El tiempo más corto para recibir en Lima una carta mandada desde Sevilla era de 88 días, pero más rápido que mandar una desde México al mismo destino (112 días). Al Rey le gustaba recibir toda la información por escrito, algo que ayudó a fomentar el desarrollo de los servicios postales.

España construyó en los territorios centenares de iglesias y monasterios, y trasladó ejemplares de Don Quijote (publicado en 1606, ocho años después de la muerte de Felipe II), las procesiones religiosas y las fiestas, que eran un parte importante de la vida en España, y hasta las corridas de toros. Hacia 1580, Lima contaba con una universidad, una imprenta, tiendas de moda y magnificas casas privadas.

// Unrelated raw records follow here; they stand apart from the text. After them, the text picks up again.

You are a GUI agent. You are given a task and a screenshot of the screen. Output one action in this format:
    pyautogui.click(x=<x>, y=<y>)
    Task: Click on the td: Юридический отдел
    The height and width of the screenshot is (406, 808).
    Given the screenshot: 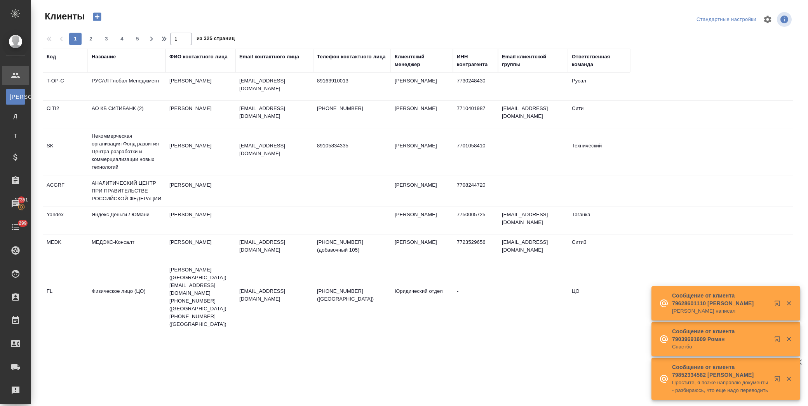 What is the action you would take?
    pyautogui.click(x=422, y=297)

El autor, que labró su nombre con su libro sobre la Guerra Civil, pinta vivamente la vida cotidiana tanto de los españoles como de los indígenas. Describe cómo los españoles se organizaban y cómo convivían con los indios, así cómo fue la revolucionaria y polémica introducción de nuevos cultivos y ganado proveniente de la vieja Europa.

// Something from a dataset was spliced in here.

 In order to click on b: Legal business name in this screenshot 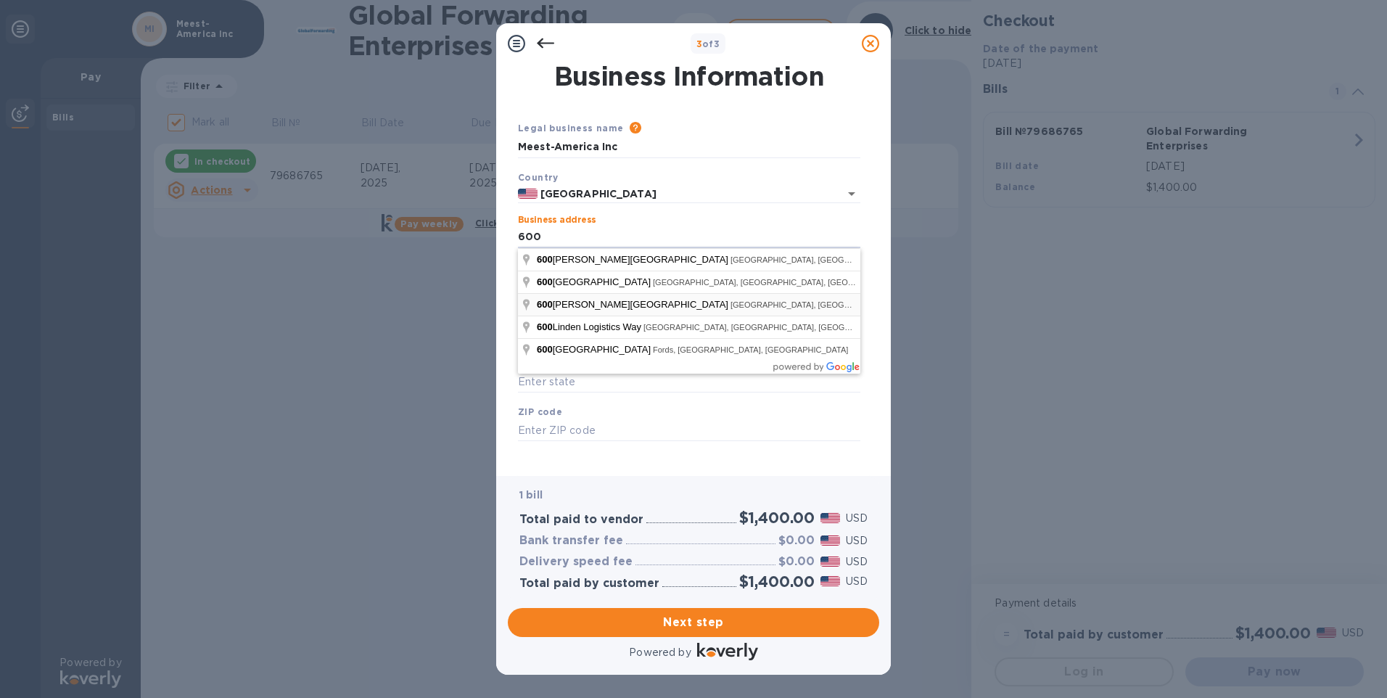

El libro crea una imagen completa y no se concentra excesivamente sobre los aspectos crueles y más conocidos de los conquistadores, como las controvertidas conversiones en masa −llevadas a cabo primero por órdenes mendicantes, franciscanos o dominicos, que posteriormente dieron el relevo a los jesuitas de Ignacio de Loyola−, o como la violencia aplicada a algunos nativos rebeldes denunciada por Bartolomé de las Casas.

A pesar de que los primeros descubrimientos y conquistas tuvieron lugar en la primera mitad del siglo XVI, bajo su padre Carlos V, a lo largo del reinado de Felipe II aún se realizaron conquistas como la de Yucatán, La Florida, Cuba o Paraguay, así como las expediciones de Lope de Aguirre, descrito por el autor como “un hombre de la pura maldad con talentos superiores”.

El imperio español no ocupó solamente lo que hoy conocemos como Latinoamérica, sino que se extendió también hacia puntos de Asia, la historia menos conocida de la globalización de España. Desde su base en Las Filipinas, la Iglesia y el gobernador de las islas llegaron a creer que con unos 8.000 hombres y doce galeones podrían conquistar a China y permitir que el Rey se ganara el imperio chino. Al fin y al cabo Hernán Cortes había conquistado México con, se dice, 11 barcos, 500 hombres, 13 caballos y unos cañones.

Sin embargo, la idea no prosperó, en parte debido a la tremenda derrota de la Armada Invencible en 1588 ante la fuerza naval inglesa. ¡Qué mundo tan diferente habríamos tenido si España hubiera incorporado China a su imperio!